Assignment. In this exercise, write out the data word for word and leave every image out.

Entries provided.
Content starts
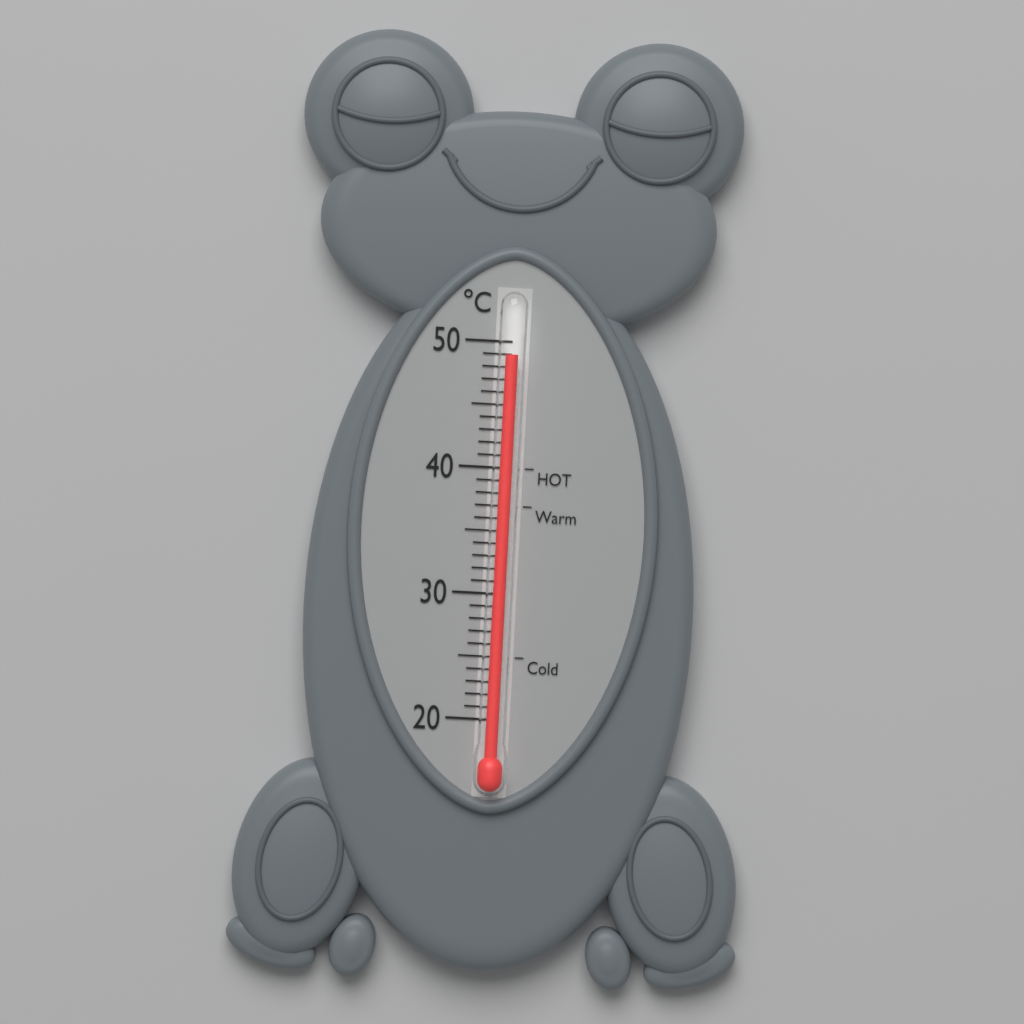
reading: 49 °C
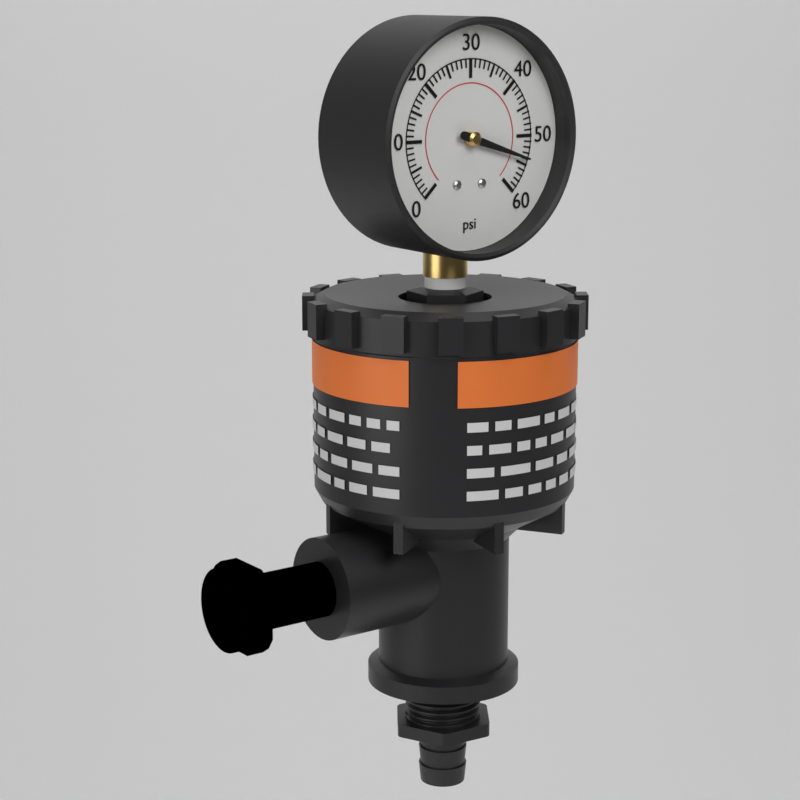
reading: 54 psi
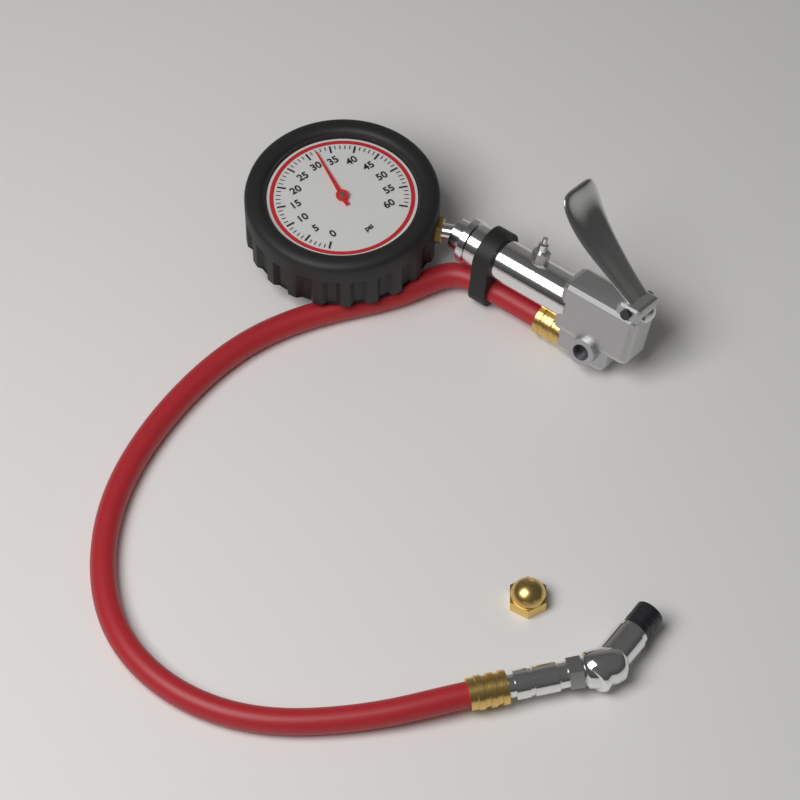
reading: 32 psi
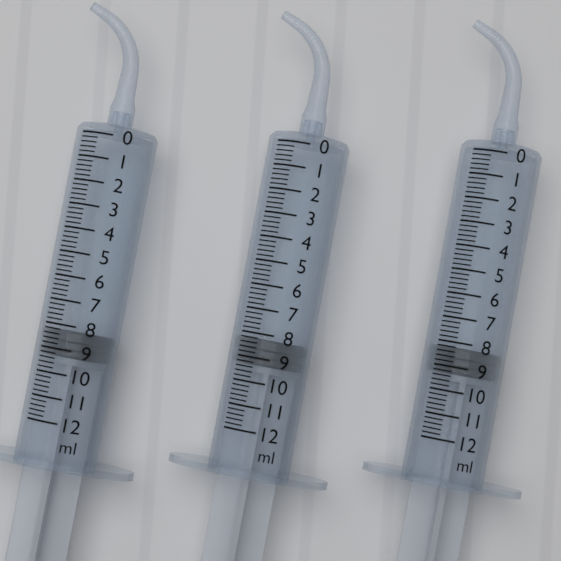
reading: 8.2 ml
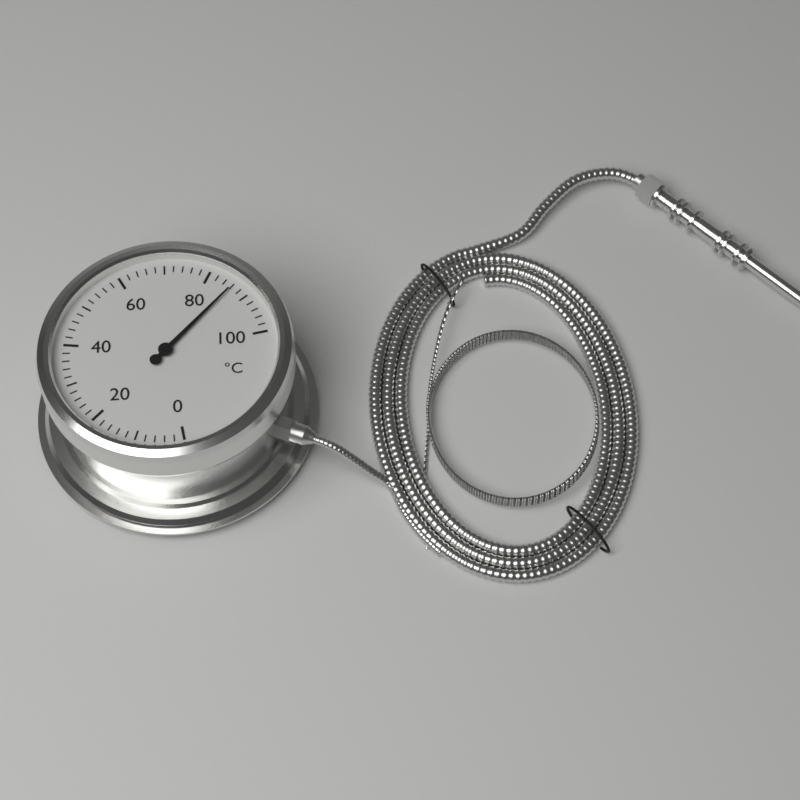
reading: 86 °C
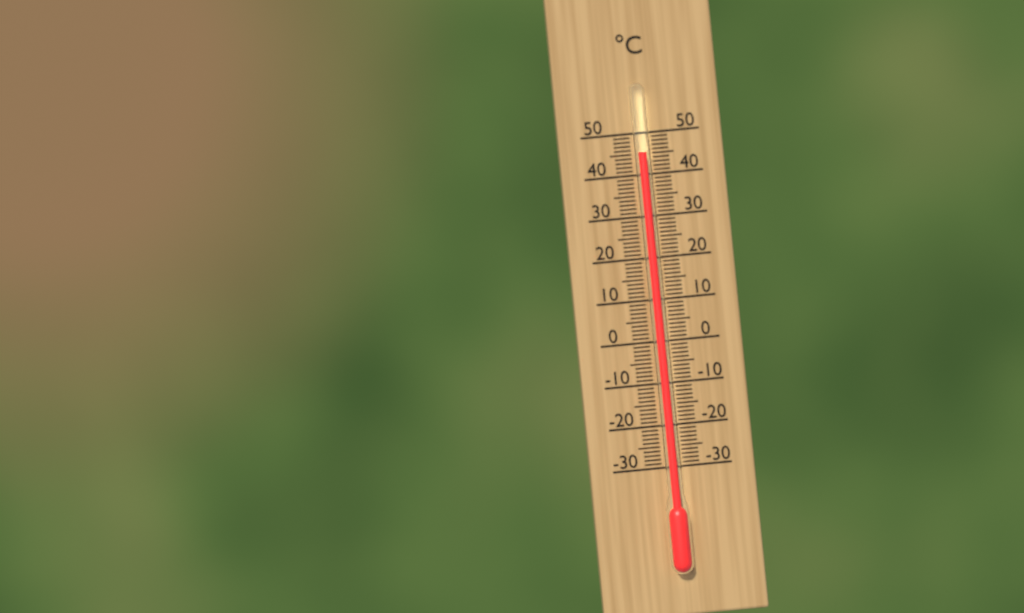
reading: 45 °C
Content ends
Answer section.
reading: 49 °C
reading: 54 psi
reading: 32 psi
reading: 8.2 ml
reading: 86 °C
reading: 45 °C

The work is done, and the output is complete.